No family in colonial Virginia was more prominent or more powerful than the Randolphs. "You must be prepared to hear the name Randolph frequently," wrote a French traveler to Virginia in the 1780s, the marquis de Chastellux, who recognized the Randolphs as "one of the most numerous and wealthiest" of the "first families" of the colony. When writing Moby Dick in 1851, Herman Melville cited the Randolphs as the quintessential "old established family in the land," the ultimate contrast to those families whose sons were forced into the perilous profession of whaling.
The dynasty was founded by William Randolph I, who in 1680 established a seat below the falls of the James River. Generations of his heirs developed neighboring plantations, eleven major ones in all. As owners of tens of thousands of acres of land worked by hundreds of enslaved people, and serving as well as merchants and shipowners, the Randolphs—unified like a modern business conglomerate—affected the economic affairs of the colony. They also influenced the administration of government. Among the Randolph politicians were some of the most accomplished lawyers in the region.
Art patronage by the family increased with its third generation, because of both inherited wealth and the availability in the 1750s of a highly talented portraitist. Randolph brothers and sisters awarded the artist John Wollaston multiple commissions. William Randolph III of Wilton ordered ten paintings. The inspiration for the Wilton collection and for the house itself was drawn from the spectacular gallery and mansion at nearby Westover.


» **Prompt**
Look below and pull out each line with the word "Support".

---------- Listed records ----------

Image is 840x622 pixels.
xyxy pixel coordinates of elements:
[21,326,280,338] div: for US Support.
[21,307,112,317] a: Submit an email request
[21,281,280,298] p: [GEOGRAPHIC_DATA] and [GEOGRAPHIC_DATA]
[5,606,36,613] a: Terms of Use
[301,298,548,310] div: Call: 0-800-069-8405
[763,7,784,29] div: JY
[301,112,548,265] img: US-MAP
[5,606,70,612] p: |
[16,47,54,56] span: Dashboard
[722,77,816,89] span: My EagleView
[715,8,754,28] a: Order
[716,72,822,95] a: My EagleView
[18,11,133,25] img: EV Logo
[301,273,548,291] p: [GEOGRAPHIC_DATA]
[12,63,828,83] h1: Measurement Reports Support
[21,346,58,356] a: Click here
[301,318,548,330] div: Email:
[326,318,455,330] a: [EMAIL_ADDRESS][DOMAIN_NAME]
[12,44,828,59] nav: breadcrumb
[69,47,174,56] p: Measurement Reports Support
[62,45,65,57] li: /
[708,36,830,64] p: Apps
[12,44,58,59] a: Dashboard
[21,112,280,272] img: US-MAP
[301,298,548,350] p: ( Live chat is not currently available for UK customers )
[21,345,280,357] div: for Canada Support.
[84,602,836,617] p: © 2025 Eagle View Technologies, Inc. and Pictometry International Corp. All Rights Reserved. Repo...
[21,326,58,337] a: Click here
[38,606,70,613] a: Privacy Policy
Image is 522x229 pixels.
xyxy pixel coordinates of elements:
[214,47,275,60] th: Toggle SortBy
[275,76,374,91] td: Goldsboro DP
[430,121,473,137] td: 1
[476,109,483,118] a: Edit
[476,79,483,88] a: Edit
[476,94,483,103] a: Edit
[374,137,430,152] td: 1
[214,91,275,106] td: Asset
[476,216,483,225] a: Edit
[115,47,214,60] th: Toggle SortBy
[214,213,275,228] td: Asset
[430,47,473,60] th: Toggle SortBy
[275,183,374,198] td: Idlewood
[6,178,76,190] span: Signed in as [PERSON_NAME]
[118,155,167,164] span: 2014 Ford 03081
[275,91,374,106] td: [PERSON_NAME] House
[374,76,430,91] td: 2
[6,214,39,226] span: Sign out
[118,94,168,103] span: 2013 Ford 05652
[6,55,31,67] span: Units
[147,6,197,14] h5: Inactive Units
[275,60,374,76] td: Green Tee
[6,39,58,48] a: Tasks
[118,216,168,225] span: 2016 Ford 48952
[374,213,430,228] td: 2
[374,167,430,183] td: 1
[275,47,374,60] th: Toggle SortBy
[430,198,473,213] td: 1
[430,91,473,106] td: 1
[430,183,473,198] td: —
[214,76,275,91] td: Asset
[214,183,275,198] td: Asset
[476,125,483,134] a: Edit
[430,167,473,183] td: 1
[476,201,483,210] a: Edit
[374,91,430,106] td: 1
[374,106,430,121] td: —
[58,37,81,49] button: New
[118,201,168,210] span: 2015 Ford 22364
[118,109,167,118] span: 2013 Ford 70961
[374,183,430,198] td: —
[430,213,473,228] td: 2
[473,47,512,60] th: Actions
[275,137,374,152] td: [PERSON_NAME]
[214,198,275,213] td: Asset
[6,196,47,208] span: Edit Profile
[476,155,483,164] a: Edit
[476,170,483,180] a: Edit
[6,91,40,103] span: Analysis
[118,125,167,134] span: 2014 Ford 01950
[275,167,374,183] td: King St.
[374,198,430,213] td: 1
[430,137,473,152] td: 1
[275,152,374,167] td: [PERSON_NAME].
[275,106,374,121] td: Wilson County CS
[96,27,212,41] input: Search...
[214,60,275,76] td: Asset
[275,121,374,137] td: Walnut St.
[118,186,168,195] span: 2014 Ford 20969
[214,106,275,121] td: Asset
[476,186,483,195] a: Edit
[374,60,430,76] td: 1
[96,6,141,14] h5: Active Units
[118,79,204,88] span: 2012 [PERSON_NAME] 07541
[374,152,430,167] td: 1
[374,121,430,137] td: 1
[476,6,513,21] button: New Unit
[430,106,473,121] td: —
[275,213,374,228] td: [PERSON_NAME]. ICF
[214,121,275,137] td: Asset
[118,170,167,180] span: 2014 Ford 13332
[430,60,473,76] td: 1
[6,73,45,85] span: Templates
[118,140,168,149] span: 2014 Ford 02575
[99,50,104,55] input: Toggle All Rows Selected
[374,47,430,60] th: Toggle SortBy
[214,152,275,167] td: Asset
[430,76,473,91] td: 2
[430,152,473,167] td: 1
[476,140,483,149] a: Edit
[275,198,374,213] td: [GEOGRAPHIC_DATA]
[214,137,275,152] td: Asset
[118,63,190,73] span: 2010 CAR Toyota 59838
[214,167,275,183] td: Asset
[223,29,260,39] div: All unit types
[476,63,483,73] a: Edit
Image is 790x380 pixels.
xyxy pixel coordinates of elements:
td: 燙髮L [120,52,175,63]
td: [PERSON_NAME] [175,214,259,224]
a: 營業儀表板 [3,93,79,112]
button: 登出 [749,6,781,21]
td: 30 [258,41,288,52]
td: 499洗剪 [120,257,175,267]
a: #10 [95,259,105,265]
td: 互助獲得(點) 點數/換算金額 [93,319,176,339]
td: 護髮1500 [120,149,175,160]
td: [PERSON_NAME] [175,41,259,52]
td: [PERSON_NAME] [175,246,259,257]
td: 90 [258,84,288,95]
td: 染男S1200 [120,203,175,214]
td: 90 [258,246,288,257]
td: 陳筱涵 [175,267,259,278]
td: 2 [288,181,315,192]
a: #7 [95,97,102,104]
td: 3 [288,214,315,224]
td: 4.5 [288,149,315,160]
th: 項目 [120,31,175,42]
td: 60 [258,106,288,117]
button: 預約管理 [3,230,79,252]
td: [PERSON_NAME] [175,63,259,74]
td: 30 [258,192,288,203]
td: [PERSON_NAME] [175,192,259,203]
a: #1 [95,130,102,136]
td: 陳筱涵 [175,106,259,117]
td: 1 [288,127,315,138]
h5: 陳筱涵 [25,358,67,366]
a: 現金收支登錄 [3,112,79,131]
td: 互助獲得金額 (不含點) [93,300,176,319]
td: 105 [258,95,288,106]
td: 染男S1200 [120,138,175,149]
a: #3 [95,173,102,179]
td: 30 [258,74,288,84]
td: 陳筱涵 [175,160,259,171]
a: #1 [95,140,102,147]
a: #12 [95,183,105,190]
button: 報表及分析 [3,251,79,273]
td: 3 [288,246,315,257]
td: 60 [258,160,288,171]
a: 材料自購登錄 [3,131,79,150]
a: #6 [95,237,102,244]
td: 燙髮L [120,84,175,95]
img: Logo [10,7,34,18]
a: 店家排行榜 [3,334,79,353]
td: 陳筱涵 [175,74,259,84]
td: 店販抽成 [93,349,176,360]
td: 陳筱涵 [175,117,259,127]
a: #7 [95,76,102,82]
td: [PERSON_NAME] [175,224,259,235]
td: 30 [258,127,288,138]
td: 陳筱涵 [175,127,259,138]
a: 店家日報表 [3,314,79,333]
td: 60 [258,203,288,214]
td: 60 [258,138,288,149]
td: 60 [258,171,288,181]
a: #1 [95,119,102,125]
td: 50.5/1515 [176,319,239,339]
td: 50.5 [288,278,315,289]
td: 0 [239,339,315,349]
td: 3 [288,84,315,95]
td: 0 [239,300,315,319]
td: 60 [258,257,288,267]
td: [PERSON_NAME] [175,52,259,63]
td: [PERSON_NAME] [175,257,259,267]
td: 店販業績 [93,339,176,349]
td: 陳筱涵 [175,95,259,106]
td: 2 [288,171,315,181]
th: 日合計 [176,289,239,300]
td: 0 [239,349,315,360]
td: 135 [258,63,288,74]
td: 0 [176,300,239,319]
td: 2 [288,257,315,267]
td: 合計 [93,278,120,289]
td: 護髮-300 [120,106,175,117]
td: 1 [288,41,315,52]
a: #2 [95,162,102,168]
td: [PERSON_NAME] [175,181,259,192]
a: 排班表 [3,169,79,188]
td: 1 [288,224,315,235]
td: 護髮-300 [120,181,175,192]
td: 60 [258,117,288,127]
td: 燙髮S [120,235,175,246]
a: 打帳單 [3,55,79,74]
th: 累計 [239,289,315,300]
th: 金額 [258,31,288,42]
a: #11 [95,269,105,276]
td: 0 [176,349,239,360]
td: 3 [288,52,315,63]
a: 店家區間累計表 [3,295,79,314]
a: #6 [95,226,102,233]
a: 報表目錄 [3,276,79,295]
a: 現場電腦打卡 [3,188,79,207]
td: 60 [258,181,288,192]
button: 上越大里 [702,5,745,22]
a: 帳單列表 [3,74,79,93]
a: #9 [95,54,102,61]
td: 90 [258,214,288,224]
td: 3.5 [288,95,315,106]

----------

» **Your solution**
[21,326,280,338] div: for US Support.
[12,63,828,83] h1: Measurement Reports Support
[69,47,174,56] p: Measurement Reports Support
[21,345,280,357] div: for Canada Support.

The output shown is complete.